THE DATA ORGANISATION

OpenAI’s new experiments in music generation create an uncanny valley Elvis

AI-generated music is a fascinating new field, and deep-pocketed research outfit OpenAI has hit new heights in it, creating recreations of songs in the style of Elvis, 2Pac and others. The results are convincing, but fall squarely in the unnerving “uncanny valley” of audio, sounding rather like good, but drunk, karaoke heard through a haze of drugs.

Jukebox, the organization’s new music-generating system, was detailed in a blog post and paper published today. OpenAI produced some interesting work almost exactly a year ago with MuseNet, a machine learning system that, having ingested a great deal of MIDI-based music, was able to mix and match genres and instruments.

But MIDI is a simpler format than final recorded music with live instruments, since the former consists of discrete notes and key presses rather than complex harmonics and voices.

If you wanted an AI to examine the structure of a classical piano piece, the timing and key presses might only amount to a couple thousand pieces of information. Recorded audio is far denser, with (usually) 44,100 samples per second.

Machine learning systems that learn and imitate things like instruments and voice work by looking at the most recent words or sounds and predicting the next few, but they generally operate on the order of tens or a hundred pieces of data — the last 30 words or notes predict what the next 30 will be, for instance. So how can a computer learn how a tiny fraction of a waveform 10 seconds and 440,000 samples into a song compare with a sample 90 seconds and 4 million samples in?

OpenAI’s solution is to break down the song into more digestible parts — not quite key and chord, but something like that, a machine-palatable summary of 1/128th of a second of the song, picked from a “vocabulary” of 2,048 options. To be honest it’s hard to create an analogy because this is so unlike the way humans remember or understand things — as far as we even understand that.

It doesn’t actually use color swatches — that’s just to indicate that it’s breaking the waveform down into pieces.

The end result is that the AI agent has a reliable way to break down a song into digestible bits that are big enough that there aren’t too many to track, but small enough that they can reliably reconstruct the sound of a song. The process is much more complex than it sounds here; reliably breaking down a song to a series of “words” and then reconstructing it from them is the core of the new research, but the technical details I’ll let the OpenAI team to explain in their paper.

The system also had to learn how to parse the lyrics in a song, which like most things in this domain is more complicated than it sounds. Our ability to remember and use vocal patterns is partly innate and partly learned, and we tend to take for granted how powerful it is. Computers have no such ability and must learn how to pick out a voice from a mix, understand what it’s saying and match that to lyrics that are nothing more than a series of words with no information on key, tempo and all the rest. Nevertheless the OpenAI system does it to a satisfactory degree.

Jukebox is able to accomplish a variety of musical tasks, and while the results aren’t what you might call singing material, it must be kept in mind that there’s very little like this out there now, able to rebuild a song from scratch that’s recognizable as being like the target artist. Trained on 1.2 million songs, the system in the end has one multifaceted ability it accomplishes these tasks with: essentially, improvising a song given lyrics and the style it has learned from ingesting others by that artist.

So given its knowledge of how Ella Fitzgerald sings and the way instruments generally accompany her, it can sing a rendition of “At Long Last Love” in a way that sounds like her but definitely isn’t what Cole Porter had in mind. (Samples for these examples and more are included near the top of the OpenAI blog post.)

Jukebox can also sing entirely original lyrics in another’s style, like this truly strange Elvis song, “Mitosis,” written by another AI language model:

In case you didn’t catch that:

From dust we came with humble start;
From dirt to lipid to cell to heart.
With [mitosis] with [meiosis] with time,
At last we woke up with a mind.
From dust we came with friendly help;
From dirt to tube to chip to rack.
With S. G. D. with recurrence with compute,
At last we woke up with a soul.

Yes, it’s “Elvis” using cell division as a metaphor for life, as imagined by an AI. What a world we live in.

Lastly, there’s the “completion” task, where Jukebox learns (in addition to the base learning from its library) from the first 12 seconds of a song and uses that to generate the rest in a similar style. The switch from original to AI-generated sounds a bit like the ether just kicked in.

While MuseNet could be played with more or less in real time due to its lesser complexity, Jukebox is hugely computation intensive, taking hours to generate a single second of music. “We shared Jukebox with an initial set of 10 musicians from various genres… these musicians did not find it immediately applicable to their creative process,” the authors note dryly. Still, it’s fun and fascinating research and, given the current cadence, we can expect an even further improved version of the OpenAI music effort next April.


What to work on.
Each line of the data below containing "animals" needs to be listed.

Supplied records.
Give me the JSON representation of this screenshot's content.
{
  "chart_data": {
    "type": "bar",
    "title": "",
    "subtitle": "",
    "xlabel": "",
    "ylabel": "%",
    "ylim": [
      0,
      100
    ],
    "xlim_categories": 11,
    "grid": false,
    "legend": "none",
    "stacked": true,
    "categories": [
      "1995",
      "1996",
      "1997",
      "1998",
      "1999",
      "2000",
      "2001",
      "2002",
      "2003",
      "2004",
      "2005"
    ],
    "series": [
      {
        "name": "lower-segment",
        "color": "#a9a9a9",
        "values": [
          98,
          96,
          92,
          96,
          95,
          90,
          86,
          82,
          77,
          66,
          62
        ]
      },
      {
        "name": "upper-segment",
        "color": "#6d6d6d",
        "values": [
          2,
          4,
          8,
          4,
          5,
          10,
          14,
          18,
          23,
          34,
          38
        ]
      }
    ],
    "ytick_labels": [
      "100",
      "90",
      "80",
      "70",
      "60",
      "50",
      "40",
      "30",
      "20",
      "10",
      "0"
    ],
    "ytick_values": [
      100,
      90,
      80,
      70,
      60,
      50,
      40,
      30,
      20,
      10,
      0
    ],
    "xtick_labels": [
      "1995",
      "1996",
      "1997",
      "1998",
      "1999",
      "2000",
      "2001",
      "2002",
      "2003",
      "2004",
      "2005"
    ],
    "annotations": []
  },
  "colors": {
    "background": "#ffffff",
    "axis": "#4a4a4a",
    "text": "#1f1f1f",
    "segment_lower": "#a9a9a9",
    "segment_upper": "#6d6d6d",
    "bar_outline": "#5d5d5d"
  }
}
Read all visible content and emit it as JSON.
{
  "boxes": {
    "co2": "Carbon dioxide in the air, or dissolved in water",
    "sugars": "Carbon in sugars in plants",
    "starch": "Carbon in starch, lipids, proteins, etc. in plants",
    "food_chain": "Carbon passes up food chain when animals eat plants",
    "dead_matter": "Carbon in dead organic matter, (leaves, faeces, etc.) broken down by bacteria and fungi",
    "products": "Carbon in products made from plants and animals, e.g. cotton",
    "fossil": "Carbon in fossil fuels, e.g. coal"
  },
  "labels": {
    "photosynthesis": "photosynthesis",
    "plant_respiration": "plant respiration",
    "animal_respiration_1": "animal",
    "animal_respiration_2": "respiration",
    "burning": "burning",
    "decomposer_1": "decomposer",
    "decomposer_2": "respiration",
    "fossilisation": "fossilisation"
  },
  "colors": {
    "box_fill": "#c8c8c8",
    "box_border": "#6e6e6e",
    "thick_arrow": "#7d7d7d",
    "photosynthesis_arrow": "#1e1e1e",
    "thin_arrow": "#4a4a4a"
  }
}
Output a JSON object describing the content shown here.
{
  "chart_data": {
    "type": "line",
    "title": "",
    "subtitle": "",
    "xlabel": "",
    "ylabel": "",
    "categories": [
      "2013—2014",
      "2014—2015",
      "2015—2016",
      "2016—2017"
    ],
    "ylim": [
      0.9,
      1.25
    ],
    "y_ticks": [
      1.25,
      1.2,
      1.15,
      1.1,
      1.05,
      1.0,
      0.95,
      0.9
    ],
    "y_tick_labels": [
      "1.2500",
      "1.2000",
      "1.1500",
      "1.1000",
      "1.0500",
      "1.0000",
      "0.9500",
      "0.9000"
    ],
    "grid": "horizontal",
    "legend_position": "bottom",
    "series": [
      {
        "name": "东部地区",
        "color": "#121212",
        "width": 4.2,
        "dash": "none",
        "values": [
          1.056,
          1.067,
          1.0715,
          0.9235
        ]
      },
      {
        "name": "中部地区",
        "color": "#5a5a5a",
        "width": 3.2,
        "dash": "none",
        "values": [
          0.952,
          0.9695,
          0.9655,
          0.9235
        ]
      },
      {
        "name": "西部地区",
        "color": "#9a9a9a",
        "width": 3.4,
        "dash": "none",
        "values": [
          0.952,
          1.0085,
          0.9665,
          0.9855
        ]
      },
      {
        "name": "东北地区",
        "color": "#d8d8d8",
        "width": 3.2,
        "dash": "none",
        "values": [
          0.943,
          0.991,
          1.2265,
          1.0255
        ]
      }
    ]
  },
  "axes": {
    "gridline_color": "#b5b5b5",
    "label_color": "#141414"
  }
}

Solution for this exercise.
    "food_chain": "Carbon passes up food chain when animals eat plants",
    "products": "Carbon in products made from plants and animals, e.g. cotton",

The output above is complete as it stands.